Maybe one of us should get a big steelie pole and yank a few out of the Salmon R. However, with all the yahoos on the Salmon maybe you wouldn't stand out.
 
I started just a bit over a year ago fishing Tenkara and haven't looked back yet. Colorado's high country is perfect for that style of fishing. A bit over a week ago I made it back to NY and spent a day in KLG, it was a pretty good day given the conditions (38cfs before the big storm hit).

I also started a Tenkara blog, more of a diary, about my experience: Tenkara on the Fly
 
I started just a bit over a year ago fishing Tenkara and haven't looked back yet. Colorado's high country is perfect for that style of fishing. A bit over a week ago I made it back to NY and spent a day in KLG, it was a pretty good day given the conditions (38cfs before the big storm hit).

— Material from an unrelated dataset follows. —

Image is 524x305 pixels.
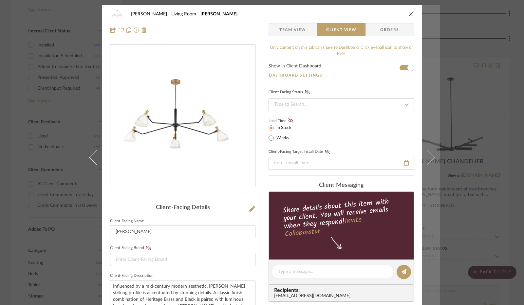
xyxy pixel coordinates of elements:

I also started a Tenkara blog, more of a diary, about my experience: Tenkara on the Fly

How does it work?

Could I fish my bamboo rods Tenkara style? Or would I need a Tenkara rod?
 
Hearing a fish rip line off of my reel is one of the most awesome things about fly fishing. The sensation of laying out a perfect cast, on water big or small, is a close second. This is why I'm sticking to a rod and reel.
 
I started just a bit over a year ago fishing Tenkara and haven't looked back yet. Colorado's high country is perfect for that style of fishing. A bit over a week ago I made it back to NY and spent a day in KLG, it was a pretty good day given the conditions (38cfs before the big storm hit).

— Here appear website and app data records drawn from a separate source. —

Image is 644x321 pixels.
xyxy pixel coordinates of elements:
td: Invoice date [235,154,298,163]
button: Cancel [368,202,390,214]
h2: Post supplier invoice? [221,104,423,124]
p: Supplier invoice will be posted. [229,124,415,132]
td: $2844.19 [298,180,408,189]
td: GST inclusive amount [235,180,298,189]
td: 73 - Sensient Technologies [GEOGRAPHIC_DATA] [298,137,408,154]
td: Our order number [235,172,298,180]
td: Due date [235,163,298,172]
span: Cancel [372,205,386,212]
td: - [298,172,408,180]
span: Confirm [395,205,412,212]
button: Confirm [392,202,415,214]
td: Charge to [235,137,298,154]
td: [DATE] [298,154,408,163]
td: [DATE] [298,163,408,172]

I also started a Tenkara blog, more of a diary, about my experience: Tenkara on the Fly

I'm pretty sure has a virus. My computer just kicked me off ur blog
 
I'm pretty sure has a virus. My computer just kicked me off ur blog

I spent a few quality evenings fixing my blog, there was a link to another blog who was infected and hence my blog got the bug too.

All cleaned-up now and google analytics approved my blog again to be searchable.

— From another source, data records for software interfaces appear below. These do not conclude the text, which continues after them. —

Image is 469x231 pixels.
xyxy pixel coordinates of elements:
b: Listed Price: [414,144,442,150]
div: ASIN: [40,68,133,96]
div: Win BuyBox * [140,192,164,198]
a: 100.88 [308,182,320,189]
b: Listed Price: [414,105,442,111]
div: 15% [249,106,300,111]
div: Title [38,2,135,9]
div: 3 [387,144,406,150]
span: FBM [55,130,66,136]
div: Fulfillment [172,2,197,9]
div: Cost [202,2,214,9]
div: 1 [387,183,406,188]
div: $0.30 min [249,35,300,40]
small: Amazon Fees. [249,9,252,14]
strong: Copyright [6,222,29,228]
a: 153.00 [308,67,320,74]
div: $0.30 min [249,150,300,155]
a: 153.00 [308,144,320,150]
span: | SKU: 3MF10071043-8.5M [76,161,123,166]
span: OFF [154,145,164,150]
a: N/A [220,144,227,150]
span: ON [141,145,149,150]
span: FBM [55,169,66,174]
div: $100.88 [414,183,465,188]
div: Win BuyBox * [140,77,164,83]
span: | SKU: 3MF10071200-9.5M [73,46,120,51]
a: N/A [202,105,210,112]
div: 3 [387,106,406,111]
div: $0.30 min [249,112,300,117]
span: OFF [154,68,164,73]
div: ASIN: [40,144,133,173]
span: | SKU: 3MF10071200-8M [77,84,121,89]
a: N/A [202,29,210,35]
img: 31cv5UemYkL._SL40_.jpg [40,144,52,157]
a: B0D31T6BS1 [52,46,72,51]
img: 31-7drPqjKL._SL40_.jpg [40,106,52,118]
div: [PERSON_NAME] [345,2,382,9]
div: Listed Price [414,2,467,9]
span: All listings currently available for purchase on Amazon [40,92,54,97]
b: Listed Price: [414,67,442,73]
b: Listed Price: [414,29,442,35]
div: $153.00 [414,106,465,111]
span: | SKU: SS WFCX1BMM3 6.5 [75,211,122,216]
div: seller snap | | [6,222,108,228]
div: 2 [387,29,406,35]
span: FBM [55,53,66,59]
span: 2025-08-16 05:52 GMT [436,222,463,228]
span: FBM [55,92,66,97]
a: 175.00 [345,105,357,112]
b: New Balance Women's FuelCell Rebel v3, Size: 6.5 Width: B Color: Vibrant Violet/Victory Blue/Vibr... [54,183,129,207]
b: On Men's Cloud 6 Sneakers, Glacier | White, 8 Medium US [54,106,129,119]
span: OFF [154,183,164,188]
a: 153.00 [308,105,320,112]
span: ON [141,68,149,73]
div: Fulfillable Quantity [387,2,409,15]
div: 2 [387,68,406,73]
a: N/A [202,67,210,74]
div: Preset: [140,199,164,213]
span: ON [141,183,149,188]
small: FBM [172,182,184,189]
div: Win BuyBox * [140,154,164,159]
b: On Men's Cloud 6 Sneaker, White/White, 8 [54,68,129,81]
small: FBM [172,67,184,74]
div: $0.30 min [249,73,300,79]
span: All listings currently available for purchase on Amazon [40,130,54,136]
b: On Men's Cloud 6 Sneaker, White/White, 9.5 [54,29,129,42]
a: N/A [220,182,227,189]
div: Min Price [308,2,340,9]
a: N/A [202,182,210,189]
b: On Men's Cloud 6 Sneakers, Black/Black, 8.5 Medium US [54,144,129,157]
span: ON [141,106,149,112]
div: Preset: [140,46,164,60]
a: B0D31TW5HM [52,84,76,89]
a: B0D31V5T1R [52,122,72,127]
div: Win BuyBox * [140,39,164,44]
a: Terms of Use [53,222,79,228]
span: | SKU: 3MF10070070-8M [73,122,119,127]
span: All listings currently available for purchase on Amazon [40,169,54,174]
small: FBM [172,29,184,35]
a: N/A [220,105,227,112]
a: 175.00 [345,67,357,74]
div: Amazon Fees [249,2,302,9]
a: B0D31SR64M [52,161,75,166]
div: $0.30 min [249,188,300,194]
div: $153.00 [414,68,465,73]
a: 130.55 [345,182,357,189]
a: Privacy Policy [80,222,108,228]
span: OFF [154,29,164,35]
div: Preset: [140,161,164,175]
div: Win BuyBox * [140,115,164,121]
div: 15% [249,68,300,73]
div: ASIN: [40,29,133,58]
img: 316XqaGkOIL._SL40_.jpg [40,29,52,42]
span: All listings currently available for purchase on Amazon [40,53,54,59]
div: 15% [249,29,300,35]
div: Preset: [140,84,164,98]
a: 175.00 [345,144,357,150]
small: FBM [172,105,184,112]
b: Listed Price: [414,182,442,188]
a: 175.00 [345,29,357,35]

Funny thing was that only Chrome users had warnings and not IE or Mozilla users.

Anyway, I think the fun part is the simplicity in gear and the tug of the fish on an ultra-light rod. Casting is a breeze and more precise than with my "regular" fly rod.

I agree though it's not the right technique for all situations, but for small mountain streams it is extremely effective - hell, it works great even in KLG.

Tight Lines, Karel

Sorry
 
I think its just a re-invention of the wheel. A real old wheel. They use
Graphite instead of
greenheart
 
I think its just a re-invention of the wheel. A real old wheel. They use
Graphite instead of
greenheart

Not a re-invention, a continuation. Tenkara is the oldest known form of fly fishing that has never died in Japan but is only a recent import to the US and elsewhere. Credit Tenkara USA out of San Fransisco for bringing it on a large scale to the US.
 
can you use this while catching salmon..........or even steelhead fishing....get back to me im missing something
 
can you use this while catching salmon..........or even steelhead fishing....get back to me im missing something

Yes, with the correct rod you can. Google Tenkara fishing for steelhead and you'll see them in action, often with rods to 20 feet in length.
 
Hey what ever floats your boat. Its just fishing they way it was done before the invention of the reel. Some act like it something totally new.

"The typical seventeenth century fly fisherman used a twisted horsehair line, tapered from seven hairs or more at the thickest part down to three hairs or less at the point. All lines were home-made, and although horsehair was the rule, pure silk, and silk/horsehair mixes were used on occasion. The line was usually fixed to the top of the rod, in which case the length was less than twice the length of the rod."